→ WORK REQUIRED
Write every entry out again with no changes, and leave the images behind.

→ MATERIAL FOR THIS TASK

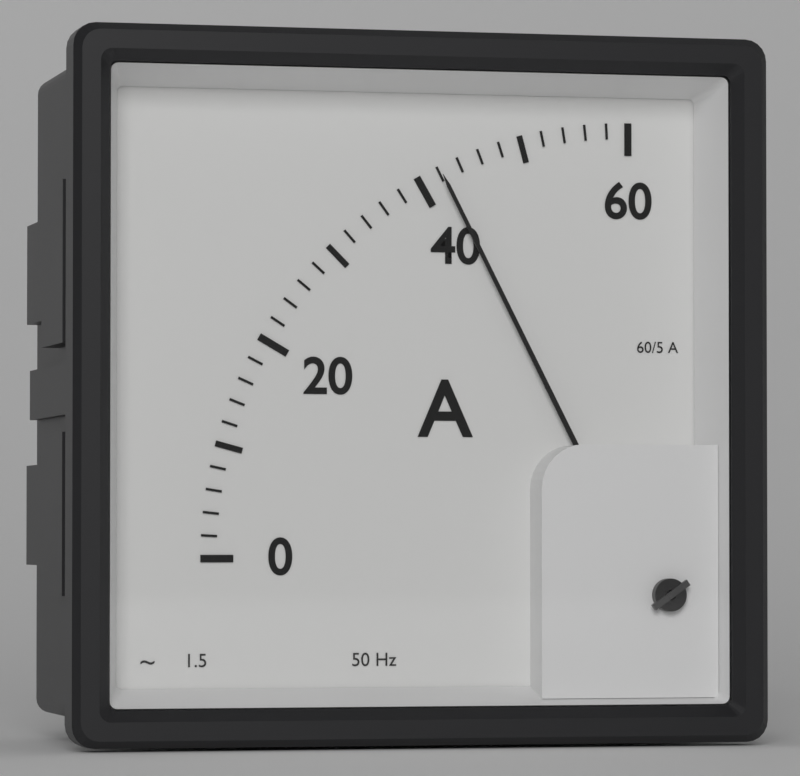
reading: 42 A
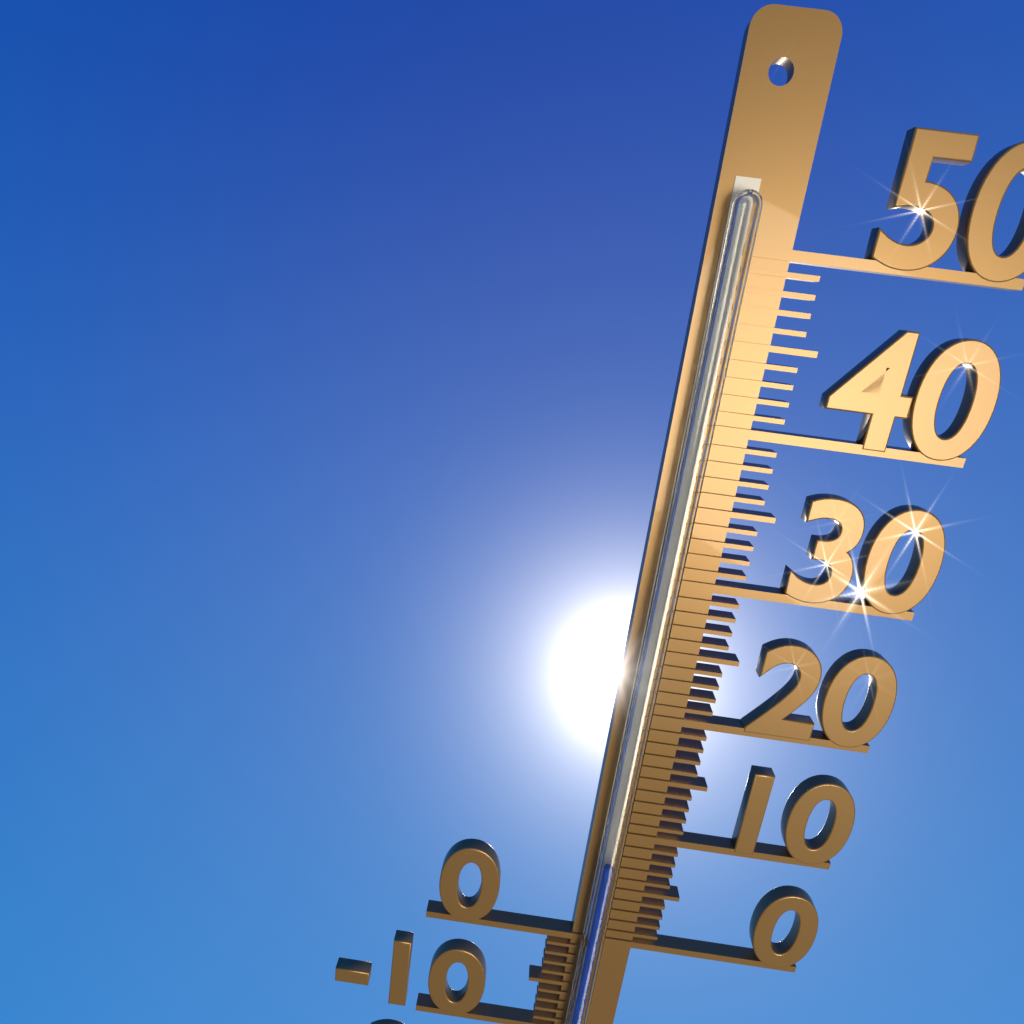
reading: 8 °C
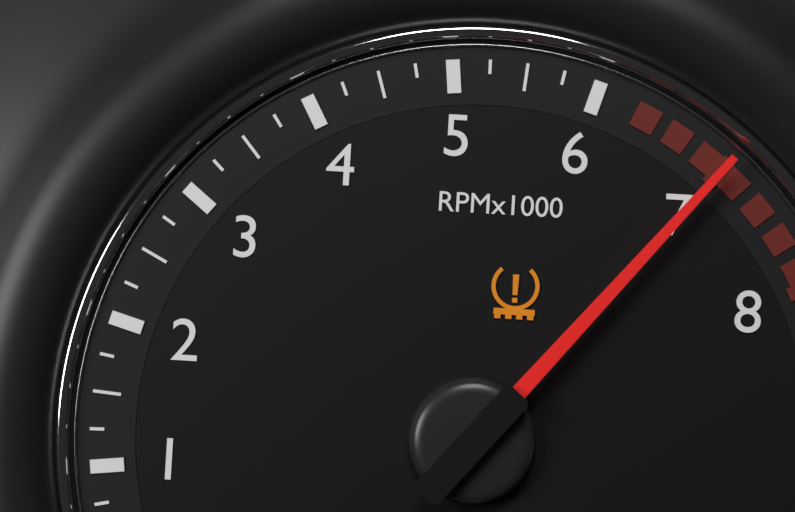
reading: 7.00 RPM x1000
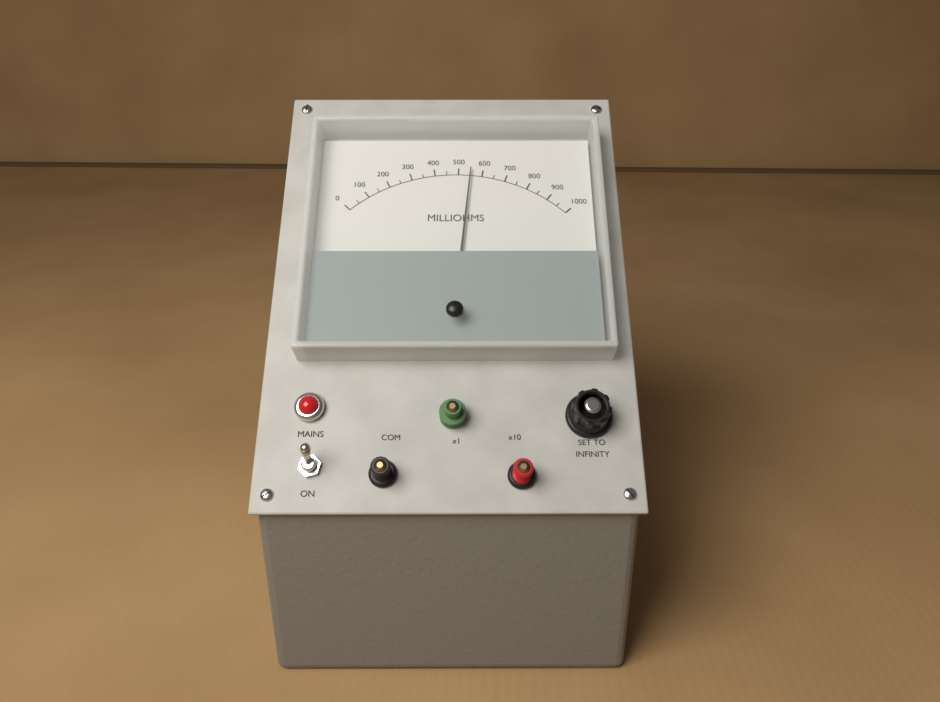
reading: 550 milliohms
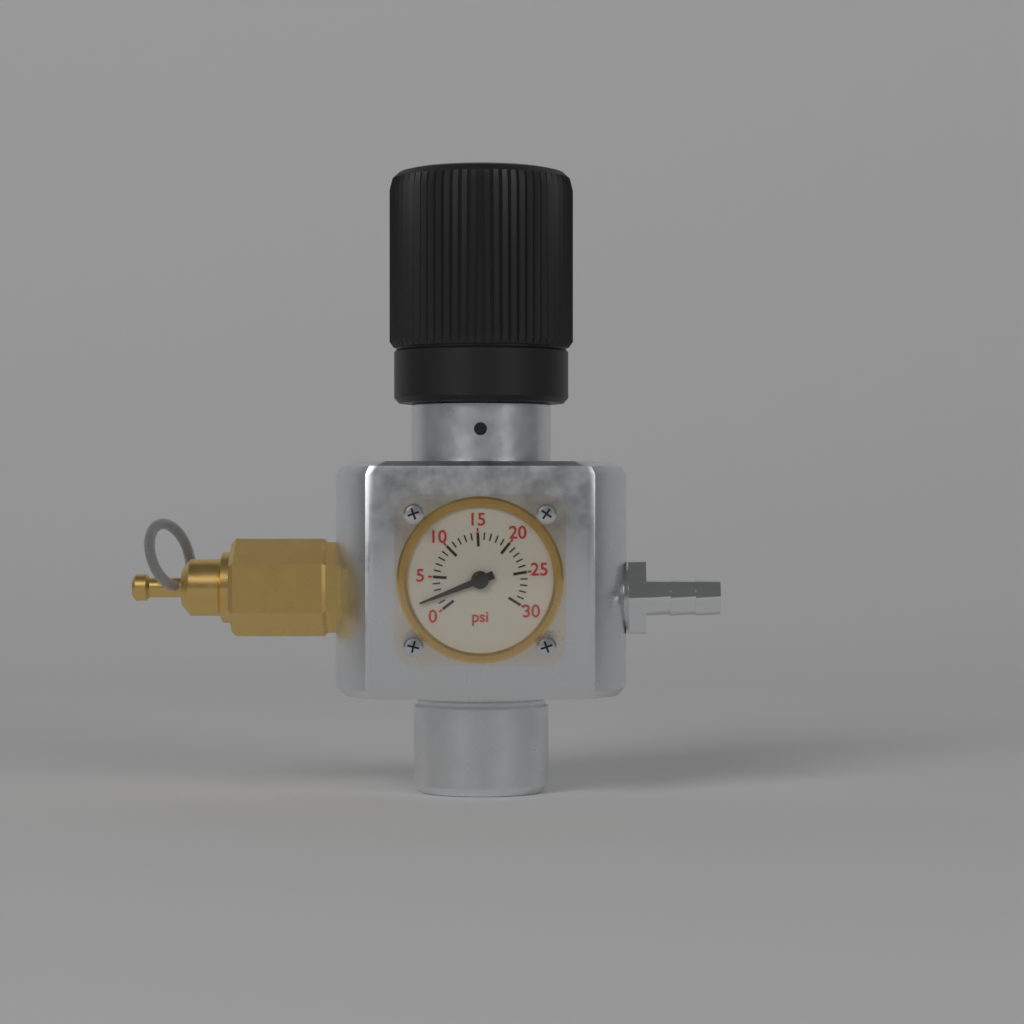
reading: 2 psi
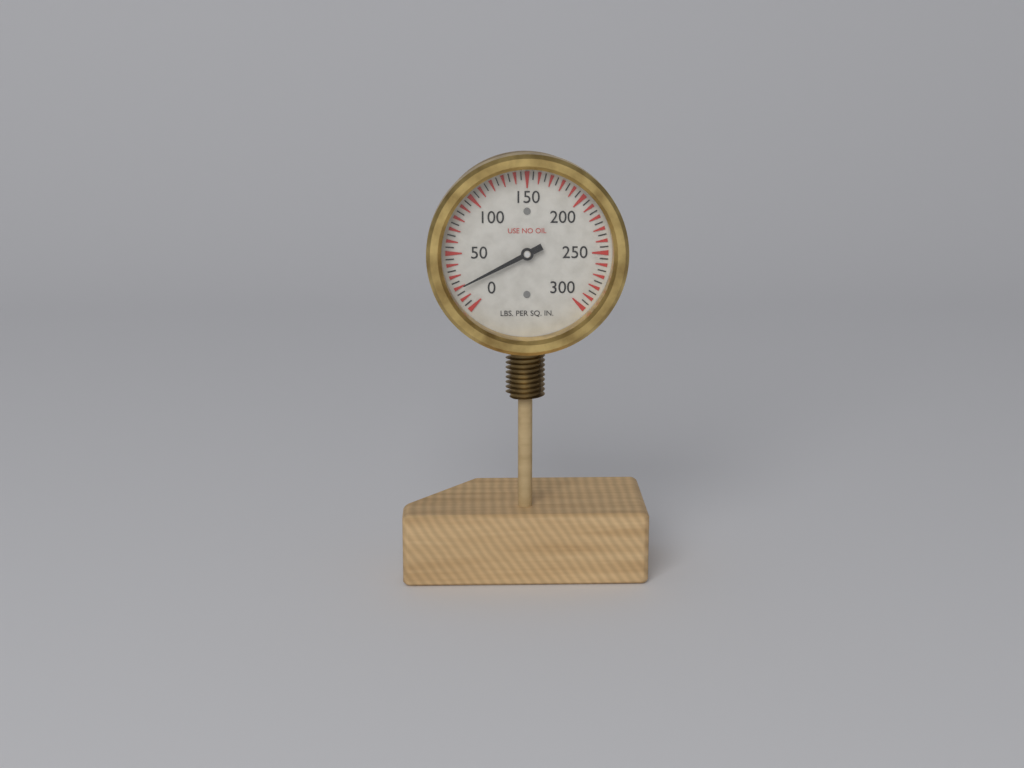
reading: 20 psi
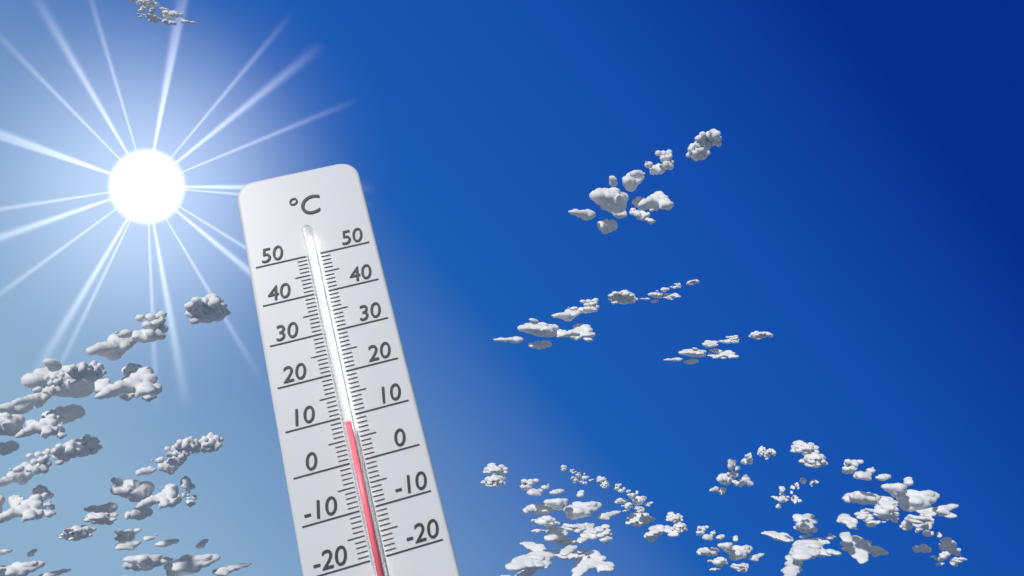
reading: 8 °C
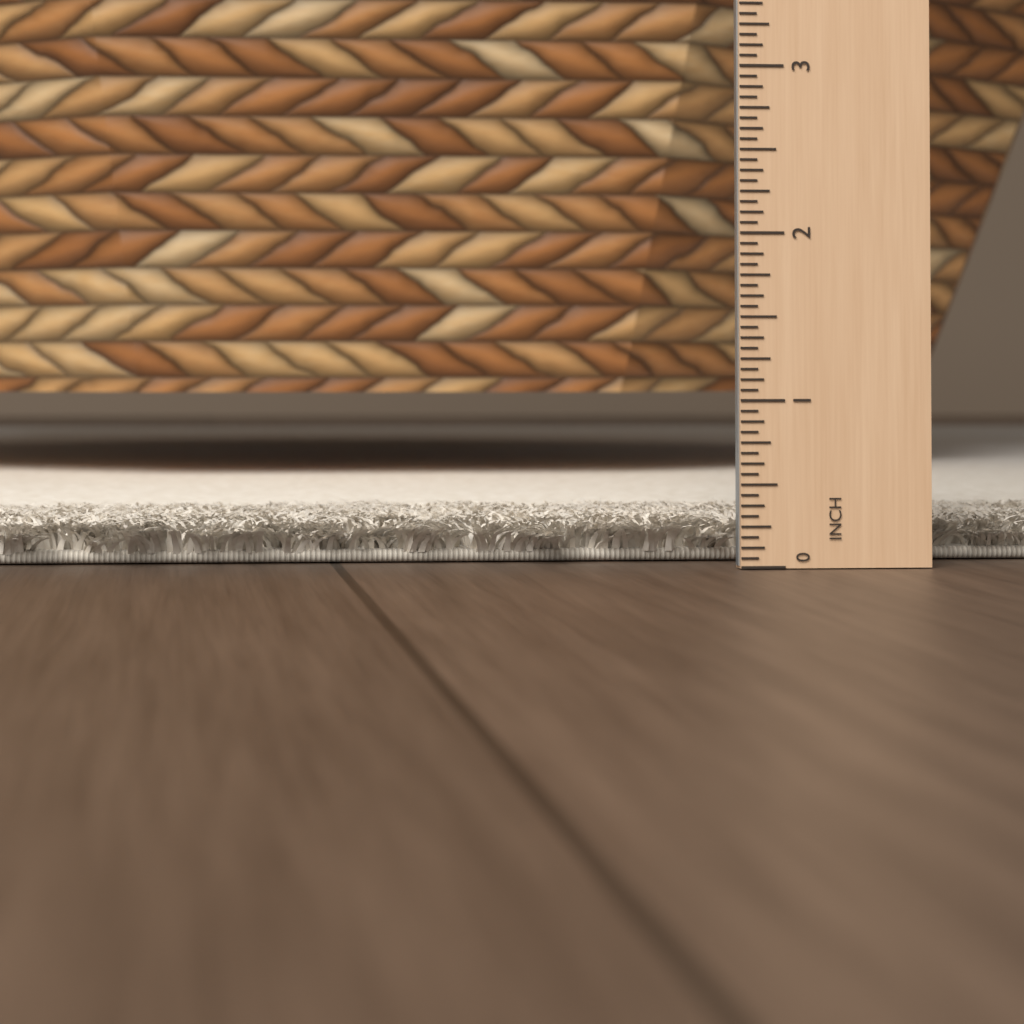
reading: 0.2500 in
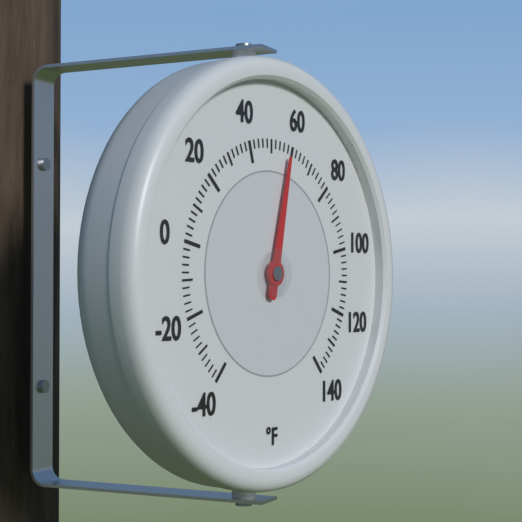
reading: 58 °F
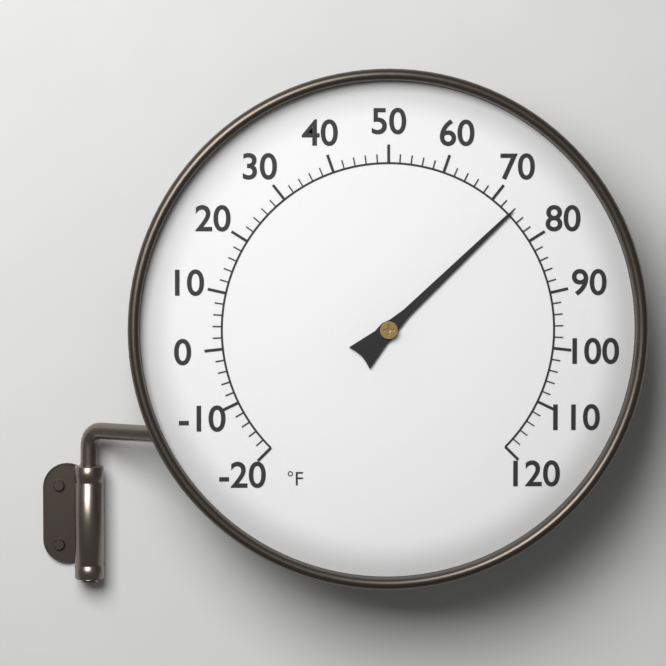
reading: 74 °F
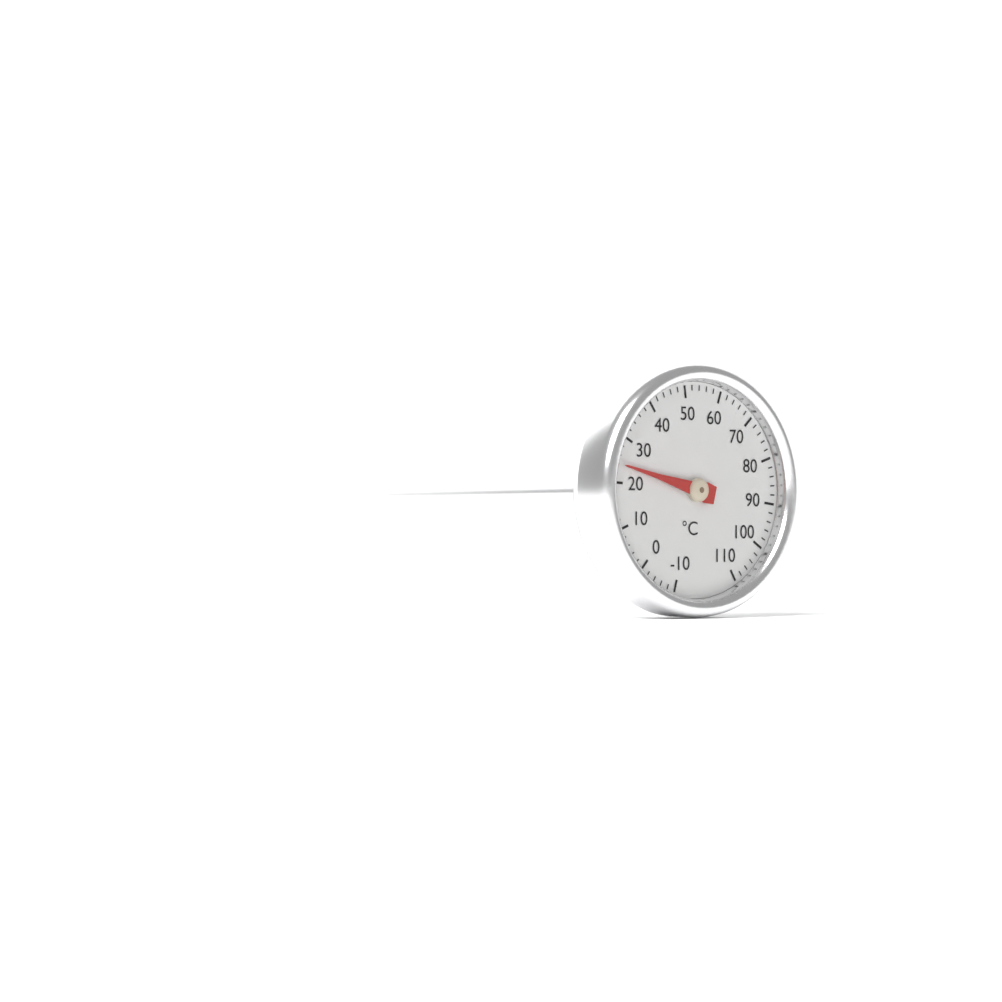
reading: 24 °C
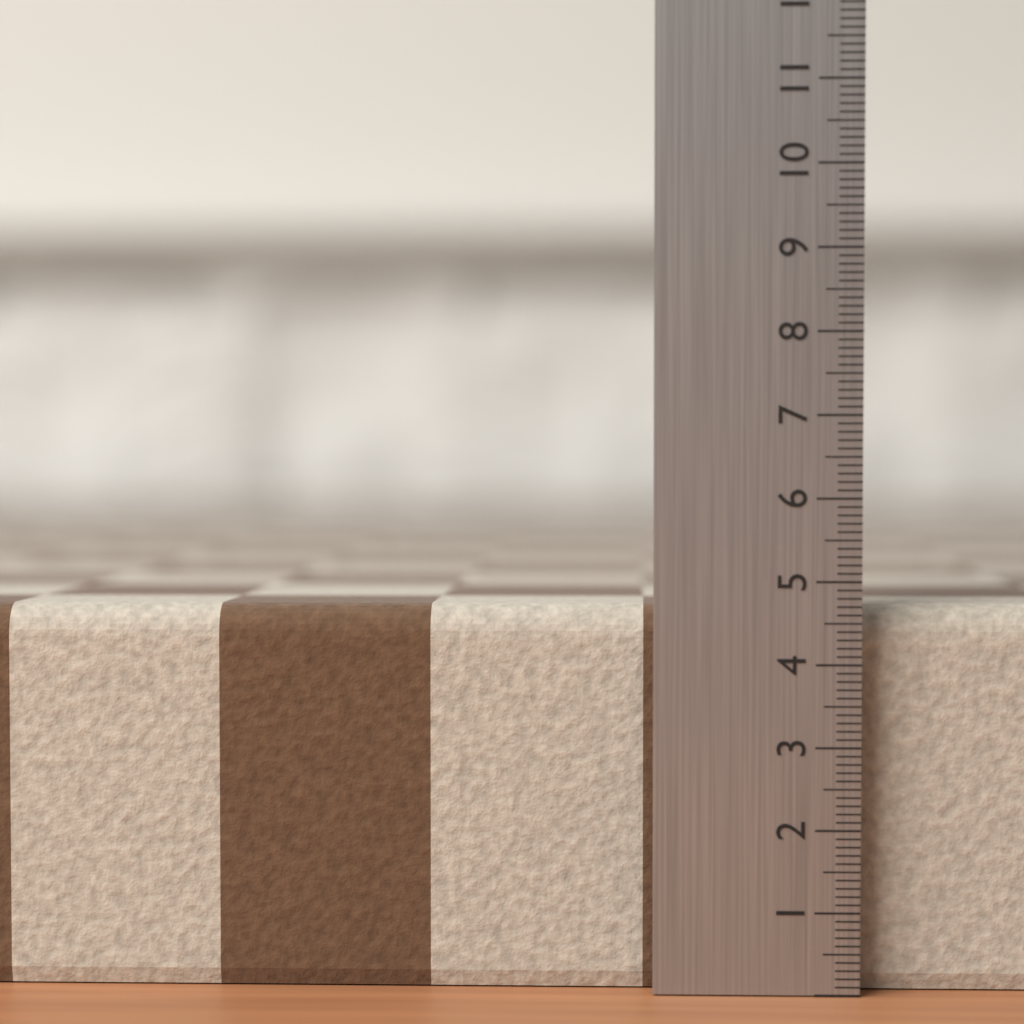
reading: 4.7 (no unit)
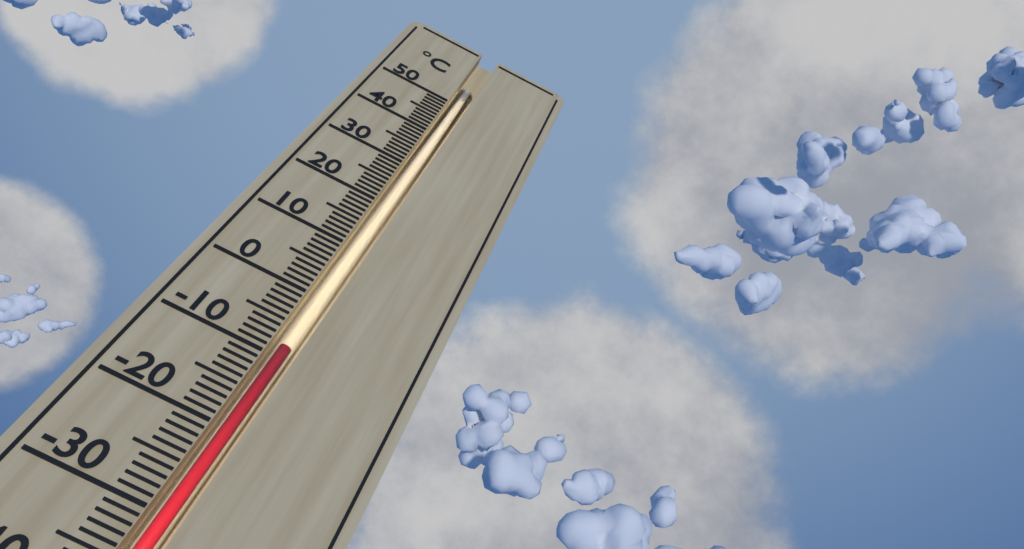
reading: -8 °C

→ TASK SOLUTION
reading: 42 A
reading: 8 °C
reading: 7.00 RPM x1000
reading: 550 milliohms
reading: 2 psi
reading: 20 psi
reading: 8 °C
reading: 0.2500 in
reading: 58 °F
reading: 74 °F
reading: 24 °C
reading: 4.7 (no unit)
reading: -8 °C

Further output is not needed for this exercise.